Visitors can look at the different layers of earth — and even get a whiff of what it smells like.

While the exhibit includes research conducted by Hanover-based CRREL scientists who frequently do work in the arctic, it did not originate in the Upper Valley.

It was created by the Geophysical Institute at the University of Alaska Fairbanks using a National Science Foundation grant and is on loan from the Oregon Museum of Science and Industry. When CRREL staff heard their work was going to be on display at the Montshire, they were surprised — and thrilled.

“We’re just as excited to get over there, see it and be able to say, ‘I’ve been in the tunnel. I’ve seen it,’ ” said John W. Weatherly, chief of CRREL’s Terrestrial and Cryospheric Science Branch. He supervises scientists in Hanover and Alaska who work in the arctic.

While CRREL researchers regularly publish their findings, their work is not always easy for people without a science background to understand, Weatherly said during a phone interview last week. Even though public education is not part of CRREL’s mission, the researchers feel a responsibility to help improve the community’s scientific literacy and communicate “what we do so people understand what it is what we do,” Weatherly said.

The Montshire’s exhibit helps to showcase that work in a more accessible way, and there are plans in the works to bring in climate scientists and other researchers, including those who work at CRREL, to talk about their work.

“The permafrost is so at risk of warming and melting,” Weatherly said, noting that permafrost is under more than half of Alaska’s land mass and that the state is warming faster than other parts of the United States. “Those are very important issues for the Army Corps of Engineers and the Defense Department and all the pubic infrastructure that’s in Alaska.
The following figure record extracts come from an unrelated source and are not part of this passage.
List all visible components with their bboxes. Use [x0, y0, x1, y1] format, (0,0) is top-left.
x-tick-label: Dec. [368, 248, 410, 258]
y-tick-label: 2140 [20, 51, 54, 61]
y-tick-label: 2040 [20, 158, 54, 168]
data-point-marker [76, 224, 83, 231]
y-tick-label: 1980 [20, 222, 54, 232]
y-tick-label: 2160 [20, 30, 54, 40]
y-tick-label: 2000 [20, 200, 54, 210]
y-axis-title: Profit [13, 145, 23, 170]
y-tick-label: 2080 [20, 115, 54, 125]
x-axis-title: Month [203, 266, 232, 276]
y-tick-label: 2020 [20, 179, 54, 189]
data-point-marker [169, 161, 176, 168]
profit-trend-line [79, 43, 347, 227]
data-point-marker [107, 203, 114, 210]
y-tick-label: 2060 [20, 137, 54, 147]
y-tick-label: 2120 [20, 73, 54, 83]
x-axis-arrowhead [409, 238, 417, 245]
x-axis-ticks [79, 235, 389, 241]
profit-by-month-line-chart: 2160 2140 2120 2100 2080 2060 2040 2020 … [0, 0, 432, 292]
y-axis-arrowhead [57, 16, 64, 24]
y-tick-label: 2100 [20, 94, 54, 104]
We consider it to be a fragile resource we’re trying to maintain, study and understand.”

Litchfield-Kimber emphasized that instead of the exhibit being a teaching opportunity for children alone, parents who may lack familiarity with climate science can approach it as an opportunity for themselves to learn alongside their children. They can also rely on hands-on activities, a staple of all Montshire exhibits, to better understand the impact climate change has had on communities, such as by using the wooden toys and table to see how construction has changed.
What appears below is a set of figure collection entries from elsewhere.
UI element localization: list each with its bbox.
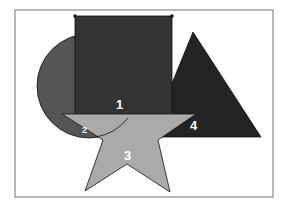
label-triangle: 4 <box>190 118 198 133</box>
shapes-diagram: 1 2 3 4 <box>0 0 288 206</box>
label-circle: 2 <box>82 125 87 135</box>
square-handle-tr[interactable] <box>171 15 174 18</box>
square-shape[interactable] <box>75 16 172 115</box>
label-star: 3 <box>124 148 131 163</box>
label-square: 1 <box>116 97 123 112</box>
square-handle-tl[interactable] <box>74 15 77 18</box>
“It takes something that’s familiar and makes it a novel concept,” Litchfield-Kimber said.

Bringing the exhibit to the Montshire has been in the works for around five years, and it fits in well with the museum’s expanding mission to address recent scientific advancements and to bring in exhibits that can appeal to a wider range of age groups, particularly older children. Part of that shift stems from soul searching children’s science museums did during the COVID-19 pandemic. There was a realization that many people do not have strong science literacy skills and a desire to examine how national policies can impact science, Litchfield-Kimber said.

“We’re going to be leaning into the current science a bit more,” she said. “What would an activated community look like … and how can the Montshire be part of that?”

Referencing part of the permafrost exhibit that includes personal stories from people whose homes have been impacted by climate change, Litchfield-Kimber said, “We want people to see themselves in our programs, our exhibits and being able to do something.”